The moment Paulo called for the bill, Virginia shot out of the stalls and made her way quickly across to the private phone booth discreetly located in the corridor. She already had a telephone number and the name of an officer she had been assured would be on duty. She dialed the number slowly and the phone was answered almost immediately.

“Chief Inspector Mullins.”

“Chief inspector, my name is Lady Virginia Fenwick, and I wish to report a dangerous driving incident. I think the driver must be drunk, because he almost hit our Rolls-Royce as he overtook us on the inside.”

“Can you describe the car, madam?”

“It was a yellow Ferrari, and I’m fairly sure the driver wasn’t English.”

“You didn’t by any chance get the registration number?”

Virginia checked a slip of paper in her hand. “A786 CLC.”

“And where did the incident take place?”

“My chauffeur was driving around Berkeley Square when the Ferrari turned right down Piccadilly and drove off toward Chelsea.”

“Thank you, madam. I’ll look into it immediately.”

Virginia put the phone down just as Paulo and Jessica passed her in the corridor. She remained in the shadows as the young couple made their way up the stairs and out on Berkeley Square. A liveried doorman handed Paulo his car key in exchange for a five-pound note. Paulo jumped into the driver’s seat, eased the gear lever into first, and accelerated away as if he was in pole position on the starting grid at Monte Carlo. He’d only gone a few hundred yards when he spotted a police car in his rearview mirror.

“Lose them,” said Jessica. “It’s only a clapped-out Sierra.”

Paulo moved into third and began to dodge in and out of slow-moving traffic.

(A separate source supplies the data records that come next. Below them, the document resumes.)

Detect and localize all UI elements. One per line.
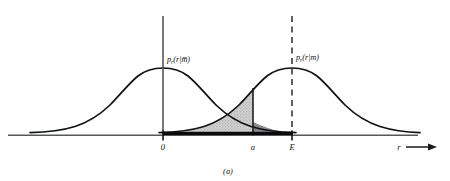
signal-density-curve [159,68,420,133]
signal-density-label: pr(r|m) [295,53,319,63]
figure-container: pr(r|m̅) pr(r|m) 0 a E r (a) [0,0,450,181]
svg-text:pr(r|m): pr(r|m) [295,53,319,63]
probability-density-figure: pr(r|m̅) pr(r|m) 0 a E r (a) [0,0,450,181]
axis-arrow-icon [406,144,437,151]
svg-text:pr(r|m̅): pr(r|m̅) [166,55,190,65]
axis-label-energy: E [288,142,295,152]
signal-label-arg: (r|m) [302,53,319,62]
noise-label-arg: (r|m̅) [173,55,190,64]
noise-density-label: pr(r|m̅) [166,55,190,65]
axis-label-threshold: a [251,142,255,152]
axis-label-origin: 0 [161,142,166,152]
figure-caption: (a) [223,167,233,176]
axis-variable-label: r [397,142,401,152]
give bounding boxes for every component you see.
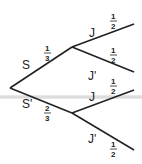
svg-text:1: 1 (111, 77, 116, 86)
edge-s (10, 47, 72, 88)
prob-upper-j: 1 2 (110, 12, 117, 31)
svg-text:3: 3 (45, 114, 50, 123)
edge-s-prime (10, 88, 72, 113)
svg-text:3: 3 (45, 54, 50, 63)
label-upper-j: J (89, 26, 95, 40)
edge-lower-j (72, 90, 134, 113)
prob-s: 1 3 (44, 44, 51, 63)
svg-text:1: 1 (111, 12, 116, 21)
label-s-prime: S' (22, 97, 32, 111)
svg-text:1: 1 (111, 140, 116, 149)
label-s: S (22, 58, 30, 72)
svg-text:2: 2 (111, 56, 116, 65)
label-upper-j-prime: J' (88, 69, 96, 83)
svg-text:2: 2 (111, 22, 116, 31)
prob-upper-j-prime: 1 2 (110, 46, 117, 65)
svg-text:1: 1 (45, 44, 50, 53)
edge-lower-j-prime (72, 113, 134, 150)
edge-upper-j-prime (72, 47, 134, 72)
label-lower-j: J (89, 90, 95, 104)
label-lower-j-prime: J' (88, 132, 96, 146)
svg-text:1: 1 (111, 46, 116, 55)
probability-tree-diagram: S 1 3 S' 2 3 J 1 2 J' 1 2 J 1 2 J' 1 2 (0, 0, 142, 164)
edge-upper-j (72, 24, 134, 47)
svg-text:2: 2 (111, 150, 116, 159)
prob-lower-j: 1 2 (110, 77, 117, 96)
prob-s-prime: 2 3 (44, 104, 51, 123)
svg-text:2: 2 (111, 87, 116, 96)
svg-text:2: 2 (45, 104, 50, 113)
prob-lower-j-prime: 1 2 (110, 140, 117, 159)
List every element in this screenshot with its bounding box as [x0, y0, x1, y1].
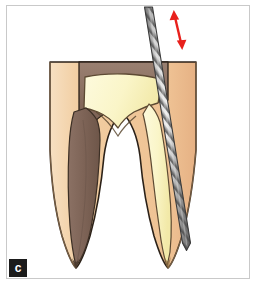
figure-panel: c [0, 0, 257, 286]
filing-motion-arrow [170, 10, 187, 50]
tooth-illustration [0, 0, 257, 286]
panel-label: c [9, 259, 27, 277]
arrow-head-down [177, 40, 187, 50]
tooth-drawing-group [50, 0, 220, 270]
arrow-head-up [170, 10, 180, 20]
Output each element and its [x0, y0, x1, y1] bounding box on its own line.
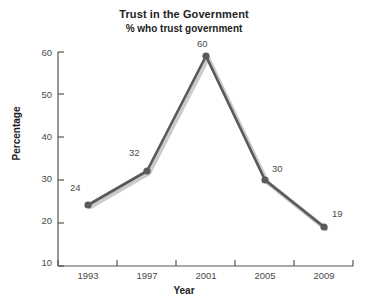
series-line-shadow — [90, 58, 326, 229]
plot-area — [0, 0, 368, 304]
data-point-2005[interactable] — [261, 176, 268, 183]
data-point-2009[interactable] — [320, 223, 327, 230]
data-point-2001[interactable] — [202, 52, 209, 59]
axis-lines — [58, 52, 353, 266]
data-point-1997[interactable] — [143, 167, 150, 174]
x-axis-ticks — [58, 260, 353, 266]
y-axis-ticks — [58, 52, 64, 266]
data-point-1993[interactable] — [84, 201, 91, 208]
chart-container: Trust in the Government % who trust gove… — [0, 0, 368, 304]
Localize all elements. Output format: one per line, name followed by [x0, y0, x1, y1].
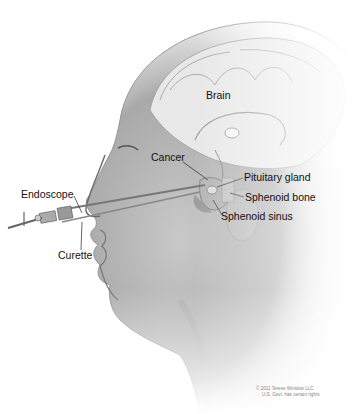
label-brain: Brain [206, 90, 231, 101]
copyright-notice: © 2011 Terese Winslow LLC U.S. Govt. has… [256, 386, 319, 397]
label-sphenoid-bone: Sphenoid bone [245, 192, 316, 203]
copyright-line-1: © 2011 Terese Winslow LLC [256, 386, 319, 392]
label-endoscope: Endoscope [21, 189, 74, 200]
label-cancer: Cancer [151, 152, 185, 163]
label-sphenoid-sinus: Sphenoid sinus [221, 211, 293, 222]
label-pituitary-gland: Pituitary gland [244, 172, 311, 183]
illustration-canvas: Brain Cancer Pituitary gland Sphenoid bo… [0, 0, 355, 414]
head-sagittal-illustration [0, 0, 355, 414]
copyright-line-2: U.S. Govt. has certain rights [256, 392, 319, 398]
label-curette: Curette [58, 250, 92, 261]
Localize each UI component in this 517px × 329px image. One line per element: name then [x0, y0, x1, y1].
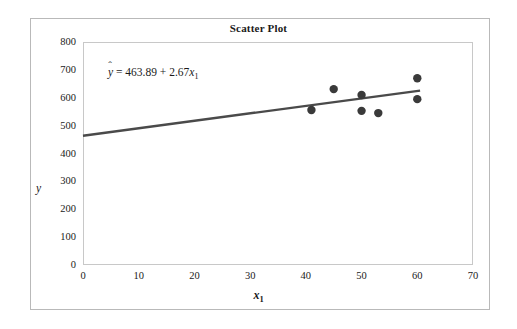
- y-tick-label: 700: [36, 65, 76, 75]
- regression-equation-annotation: y = 463.89 + 2.67x1: [108, 66, 198, 81]
- x-tick-label: 60: [397, 271, 437, 281]
- equation-x-subscript: 1: [194, 72, 198, 81]
- y-tick-label: 100: [36, 232, 76, 242]
- data-point: [413, 74, 421, 82]
- x-axis-label: x1: [0, 288, 517, 304]
- y-tick-label: 0: [36, 260, 76, 270]
- y-tick-label: 800: [36, 37, 76, 47]
- scatter-plot-figure: Scatter Plot 8007006005004003002001000 0…: [0, 0, 517, 329]
- y-tick-label: 300: [36, 176, 76, 186]
- data-points-group: [307, 74, 421, 117]
- chart-title: Scatter Plot: [0, 22, 517, 34]
- y-axis-label: y: [36, 182, 41, 194]
- equation-body: = 463.89 + 2.67: [113, 66, 189, 78]
- data-point: [330, 85, 338, 93]
- x-tick-label: 20: [174, 271, 214, 281]
- trendline-segment: [83, 91, 420, 136]
- y-tick-label: 600: [36, 93, 76, 103]
- x-tick-label: 50: [342, 271, 382, 281]
- trendline: [83, 91, 420, 136]
- x-axis-label-subscript: 1: [259, 294, 263, 304]
- x-tick-label: 0: [63, 271, 103, 281]
- data-point: [374, 109, 382, 117]
- equation-yhat: y: [108, 66, 113, 78]
- data-point: [413, 95, 421, 103]
- x-tick-label: 10: [119, 271, 159, 281]
- data-point: [357, 91, 365, 99]
- y-tick-label: 200: [36, 204, 76, 214]
- x-tick-label: 30: [230, 271, 270, 281]
- data-point: [307, 106, 315, 114]
- data-point: [357, 107, 365, 115]
- x-tick-label: 70: [453, 271, 493, 281]
- y-tick-label: 500: [36, 121, 76, 131]
- y-tick-label: 400: [36, 149, 76, 159]
- x-tick-label: 40: [286, 271, 326, 281]
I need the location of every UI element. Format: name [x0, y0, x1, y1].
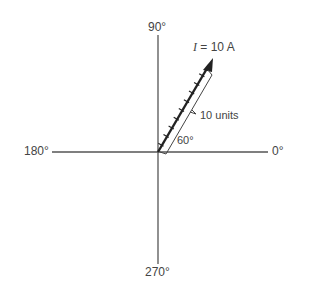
phasor-label: I = 10 A: [193, 40, 235, 55]
length-label: 10 units: [200, 109, 239, 121]
label-180: 180°: [24, 144, 49, 158]
current-value: = 10 A: [197, 40, 235, 54]
label-270: 270°: [145, 265, 170, 279]
arrowhead-icon: [203, 58, 213, 72]
label-0: 0°: [272, 144, 283, 158]
angle-label: 60°: [177, 134, 194, 146]
label-90: 90°: [148, 20, 166, 34]
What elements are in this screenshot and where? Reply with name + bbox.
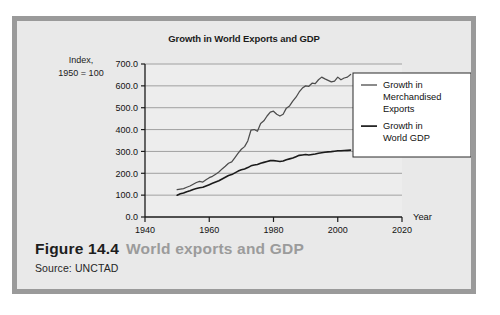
y-axis-tick-label: 0.0: [125, 212, 138, 222]
figure-number: Figure 14.4: [35, 240, 119, 257]
x-axis-tick-label: 2020: [392, 225, 412, 233]
y-axis-tick-label: 700.0: [115, 59, 138, 69]
y-axis-tick-label: 200.0: [115, 169, 138, 179]
plot-svg: 0.0100.0200.0300.0400.0500.0600.0700.019…: [17, 21, 471, 233]
legend-label: Growth in: [383, 80, 423, 90]
legend-label: Exports: [383, 104, 415, 114]
chart-region: Growth in World Exports and GDP Index, 1…: [17, 21, 471, 233]
figure-frame: Growth in World Exports and GDP Index, 1…: [12, 16, 476, 294]
legend-label: Growth in: [383, 121, 423, 131]
x-axis-name: Year: [413, 211, 432, 222]
x-axis-tick-label: 1940: [135, 225, 155, 233]
y-axis-tick-label: 400.0: [115, 125, 138, 135]
figure-title: World exports and GDP: [126, 240, 304, 257]
caption-heading: Figure 14.4World exports and GDP: [35, 239, 455, 259]
y-axis-tick-label: 500.0: [115, 103, 138, 113]
x-axis-tick-label: 1960: [199, 225, 219, 233]
x-axis-tick-label: 2000: [328, 225, 348, 233]
legend-label: Merchandised: [383, 92, 441, 102]
figure-source: Source: UNCTAD: [35, 262, 455, 274]
y-axis-tick-label: 600.0: [115, 81, 138, 91]
x-axis-tick-label: 1980: [263, 225, 283, 233]
y-axis-tick-label: 100.0: [115, 190, 138, 200]
y-axis-tick-label: 300.0: [115, 147, 138, 157]
figure-caption: Figure 14.4World exports and GDP Source:…: [35, 239, 455, 274]
legend-label: World GDP: [383, 133, 430, 143]
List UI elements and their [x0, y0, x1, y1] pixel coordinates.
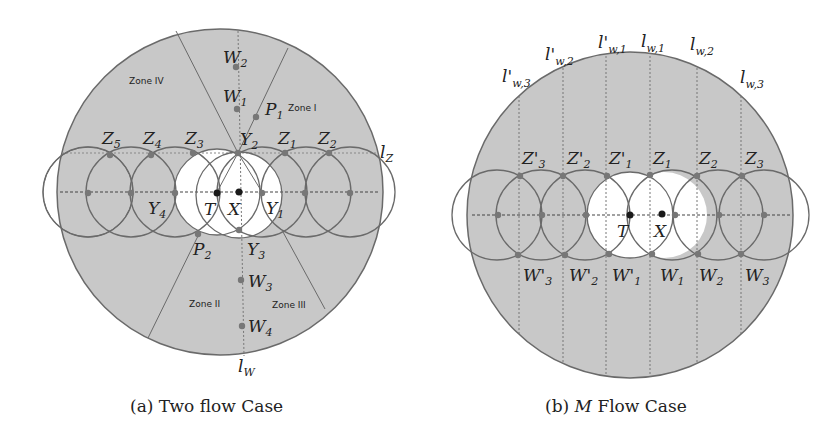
point-baseline-b4	[672, 212, 678, 218]
point-zp3	[517, 173, 523, 179]
point-t-b	[627, 212, 634, 219]
figure-b: l'w,3 l'w,2 l'w,1 lw,1 lw,2 lw,3 Z'3 Z'2…	[452, 31, 809, 416]
point-baseline-b2	[539, 212, 545, 218]
point-y1	[259, 190, 265, 196]
point-w3	[238, 277, 244, 283]
point-z4	[148, 152, 154, 158]
label-lp-w3: l'w,3	[502, 66, 531, 90]
point-w4	[239, 323, 245, 329]
point-y3	[236, 227, 242, 233]
point-x-b	[659, 211, 666, 218]
point-baseline-3	[302, 190, 308, 196]
label-lp-w2: l'w,2	[545, 44, 574, 68]
label-lp-w1: l'w,1	[598, 32, 627, 56]
caption-b: (b) M Flow Case	[545, 396, 687, 416]
label-lw: lW	[238, 356, 256, 379]
point-w1	[649, 251, 655, 257]
zone-i-label: Zone I	[288, 103, 316, 113]
zone-iii-label: Zone III	[272, 300, 306, 310]
point-zp1	[604, 173, 610, 179]
point-x	[236, 189, 243, 196]
point-baseline-1	[85, 190, 91, 196]
caption-a: (a) Two flow Case	[130, 396, 283, 416]
point-z3	[739, 173, 745, 179]
point-baseline-b3	[583, 212, 589, 218]
label-t: T	[204, 199, 217, 219]
point-zp2	[560, 173, 566, 179]
zone-iv-label: Zone IV	[129, 76, 164, 86]
point-t	[214, 190, 221, 197]
point-wp2	[562, 252, 568, 258]
label-x: X	[226, 199, 241, 219]
point-baseline-4	[347, 190, 353, 196]
point-w2	[695, 251, 701, 257]
point-wp3	[515, 252, 521, 258]
label-l-w1: lw,1	[641, 31, 665, 55]
label-x-b: X	[652, 221, 667, 241]
label-t-b: T	[617, 221, 630, 241]
point-z1	[647, 172, 653, 178]
point-z1	[282, 150, 288, 156]
point-p1	[253, 114, 259, 120]
point-baseline-b6	[761, 212, 767, 218]
point-y4	[172, 190, 178, 196]
point-baseline-b5	[716, 212, 722, 218]
point-z5	[107, 152, 113, 158]
point-baseline-b1	[495, 212, 501, 218]
label-lz: lZ	[380, 142, 393, 165]
point-wp1	[606, 251, 612, 257]
point-baseline-2	[128, 190, 134, 196]
figure-canvas: Zone IV Zone I Zone II Zone III W2 W1 P1…	[0, 0, 839, 438]
label-l-w2: lw,2	[690, 34, 714, 58]
label-l-w3: lw,3	[740, 67, 764, 91]
zone-ii-label: Zone II	[189, 299, 220, 309]
point-p2	[195, 231, 201, 237]
figure-a: Zone IV Zone I Zone II Zone III W2 W1 P1…	[43, 29, 395, 416]
point-y2	[235, 150, 241, 156]
point-z2	[694, 173, 700, 179]
point-w3	[738, 251, 744, 257]
point-z3	[190, 150, 196, 156]
point-w1	[234, 106, 240, 112]
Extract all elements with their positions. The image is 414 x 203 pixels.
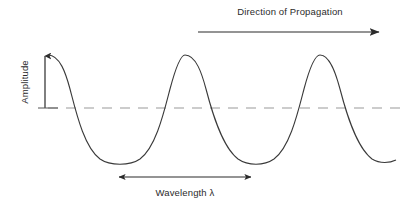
sine-wave-path: [48, 55, 396, 164]
wavelength-label: Wavelength λ: [155, 187, 214, 198]
wave-diagram-canvas: Direction of Propagation Amplitude Wavel…: [0, 0, 414, 203]
amplitude-label: Amplitude: [19, 60, 30, 104]
propagation-label: Direction of Propagation: [237, 6, 343, 17]
wave-diagram-svg: Direction of Propagation Amplitude Wavel…: [0, 0, 414, 203]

Jessica was screaming obscenities and cheering him on, until she heard the siren. She looked back to see the traffic moving aside to allow the police car through.

Paulo glanced in his rearview mirror as the traffic light in front of him turned red. He shot through it, turned right, and narrowly missed a bus as he careered down Piccadilly. By the time he reached Hyde Park Corner, two police cars were in pursuit and Jessica was clinging onto the dashboard, wishing she’d never encouraged him.

As he swerved around Hyde Park Corner and onto the Brompton Road, he ran another red light, only to see a third police car heading toward him. He threw on the brakes and skidded to a halt, but was too late to avoid crashing head-on into the squad car.

Jessica didn’t spend her nineteenth birthday in the arms of her lover in his luxury Knightsbridge apartment, but alone on a thin, urine-stained foam mattress in cell number three of Savile Row police station.

27

SAMANTHA WAS WOKEN just before seven the following morning by a telephone call from Chief Inspector Mullins. She didn’t need to wake Seb, who was in the bathroom shaving. When he heard his wife’s anxious voice, he put down his razor and walked quickly back into the bedroom. He couldn’t remember when he’d last seen Sam crying.

A cab pulled up outside Savile Row police station just after 7:30 a.m. Sebastian and Sam stepped out, to be met by flashing bulbs and shouted questions, which reminded Seb of when Hakim was on trial at the Old Bailey. What he couldn’t understand was who could have alerted the press at that time in the morning.

“Is your daughter a drug addict?” shouted one.

“Was she driving?” Another.

“Did she take part in an orgy?” Yet another.

Seb recalled Giles’s golden rule when facing a pack of hacks: if you’ve got nothing to say, say nothing.

Inside the police station, Seb gave the duty sergeant at the front desk his name.

“Take Mr. and Mrs. Clifton down to cell number three,” the sergeant instructed a young constable, “and I’ll let the chief inspector know they’ve arrived.”

The constable led them along a corridor and down some steep steps into the basement. He inserted a large key into a heavy door and pulled it open, then stepped aside to allow them to enter the cell.